** The records follows **
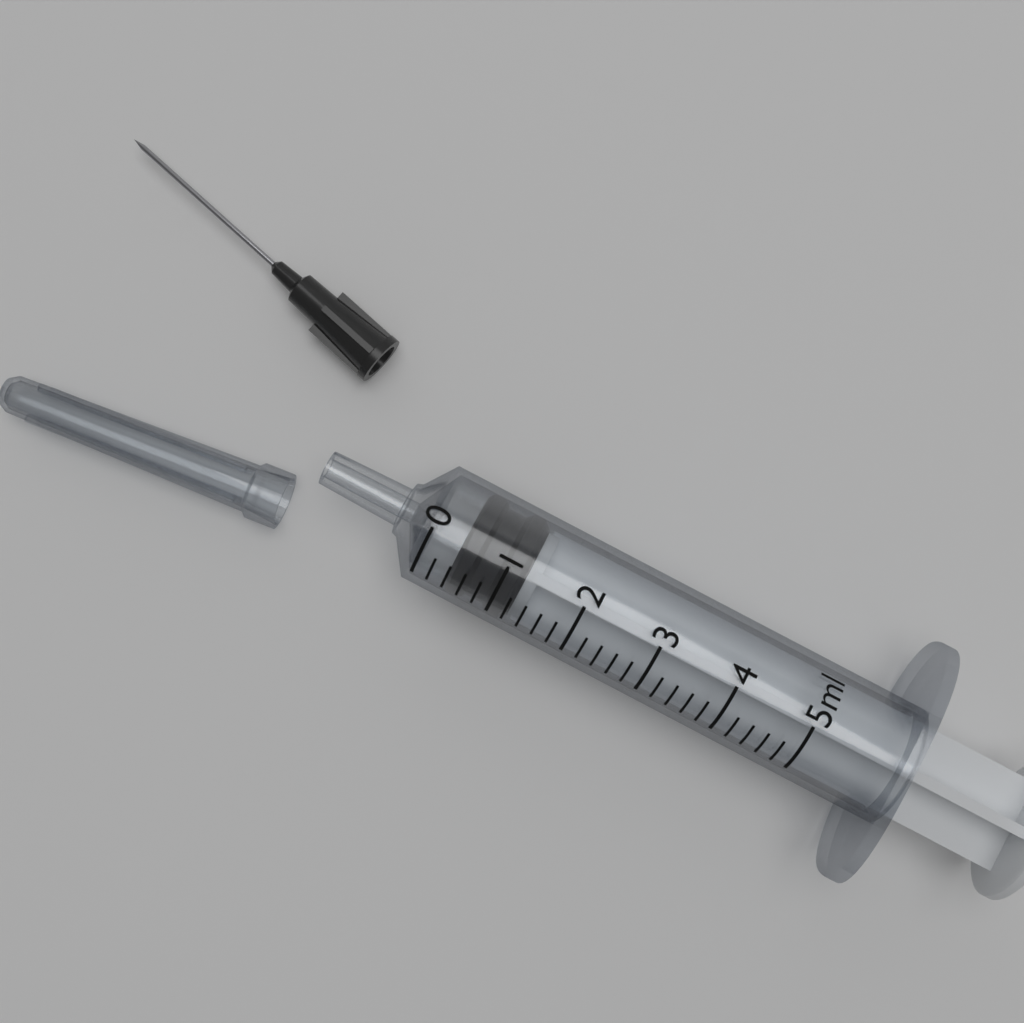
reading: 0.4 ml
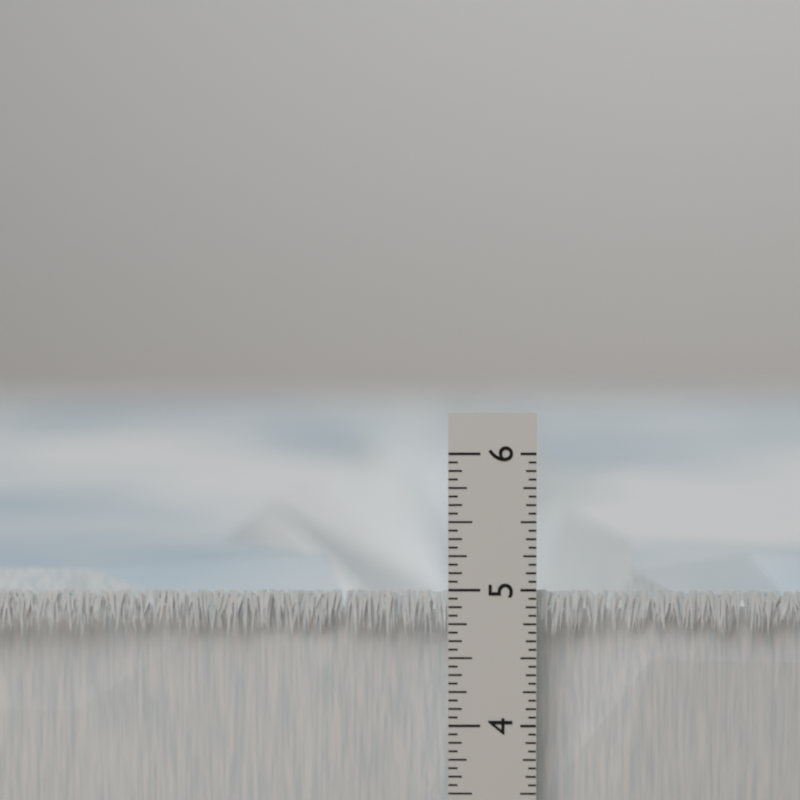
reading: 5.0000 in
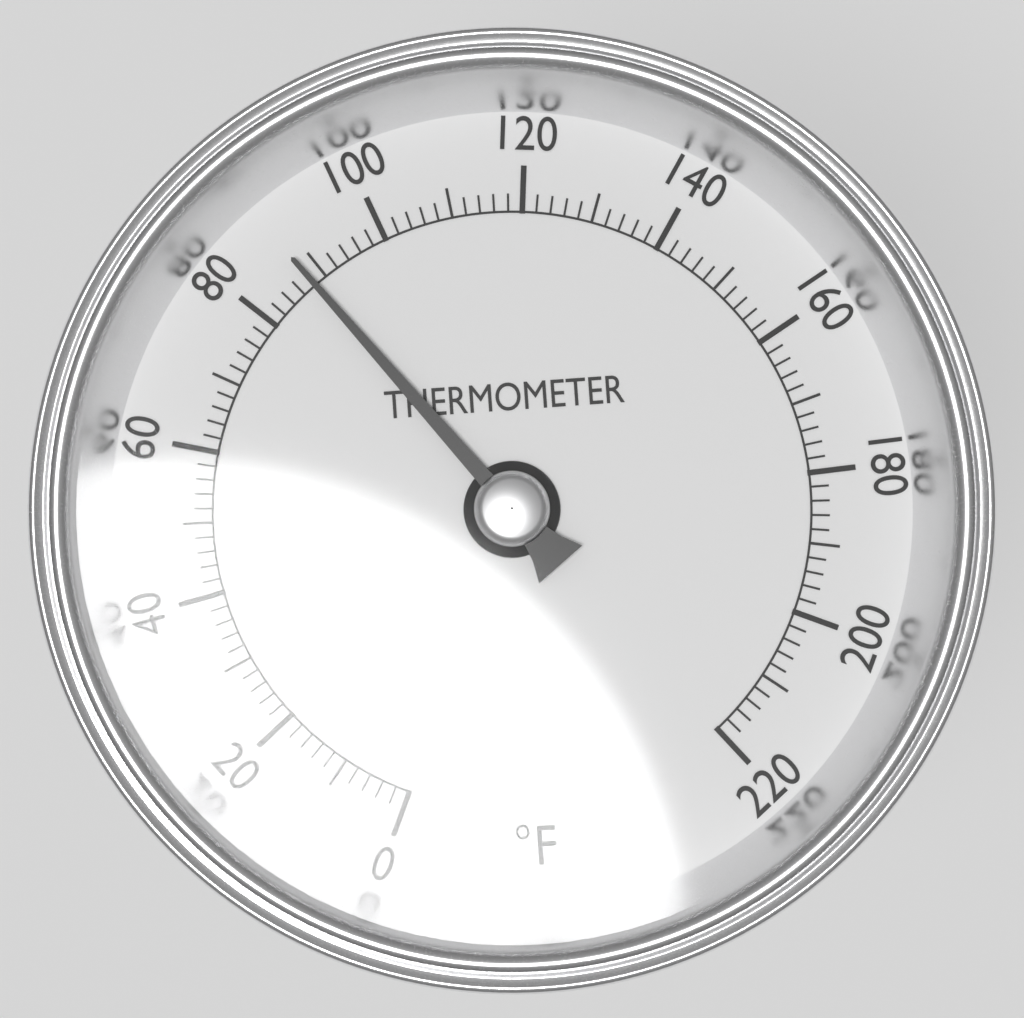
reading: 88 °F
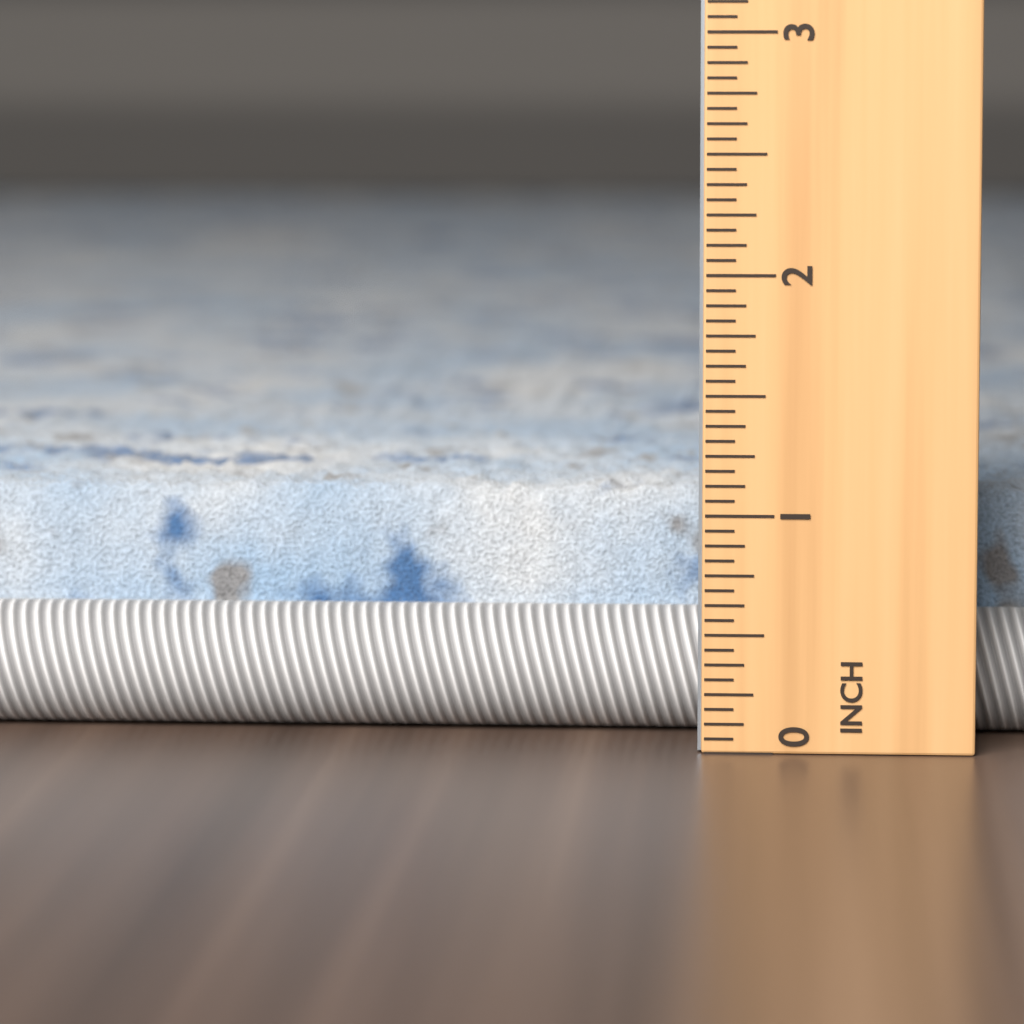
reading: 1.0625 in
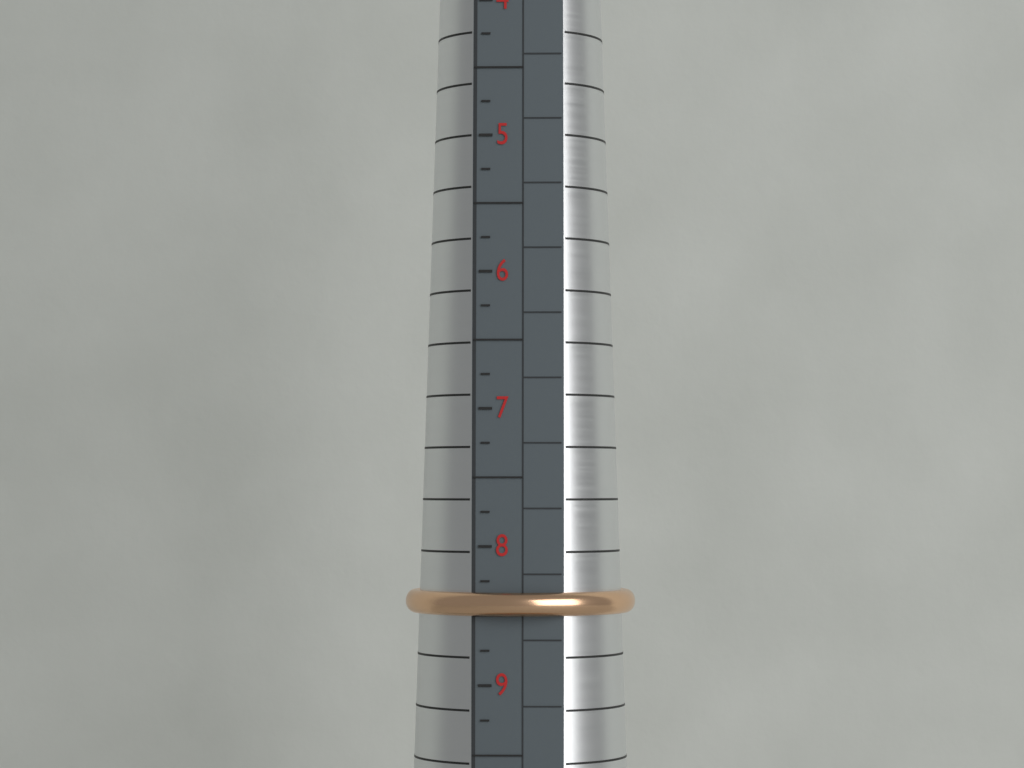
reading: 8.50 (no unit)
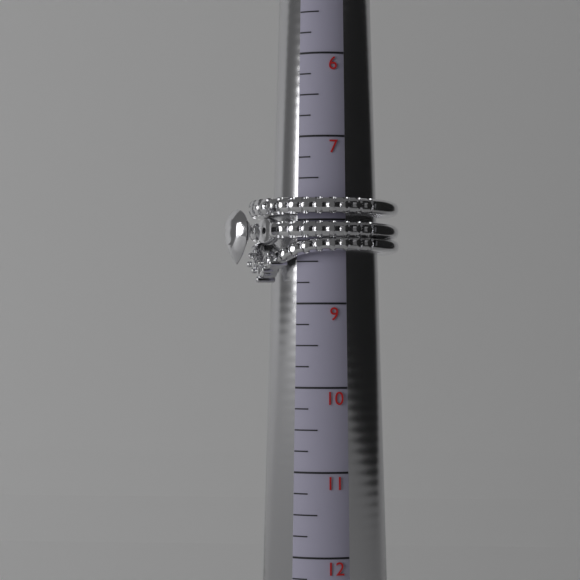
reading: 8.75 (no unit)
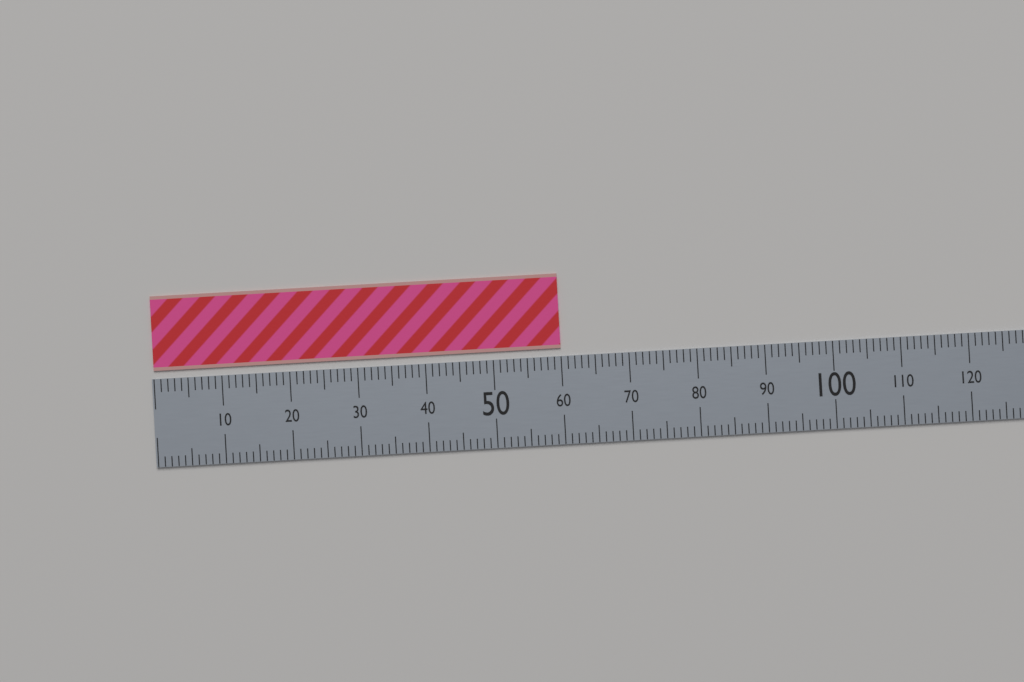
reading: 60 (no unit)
** End of The records **
(Task directions)
Would you set down each line of the data exactly, with no images included?

(Exercise result)
reading: 0.4 ml
reading: 5.0000 in
reading: 88 °F
reading: 1.0625 in
reading: 8.50 (no unit)
reading: 8.75 (no unit)
reading: 60 (no unit)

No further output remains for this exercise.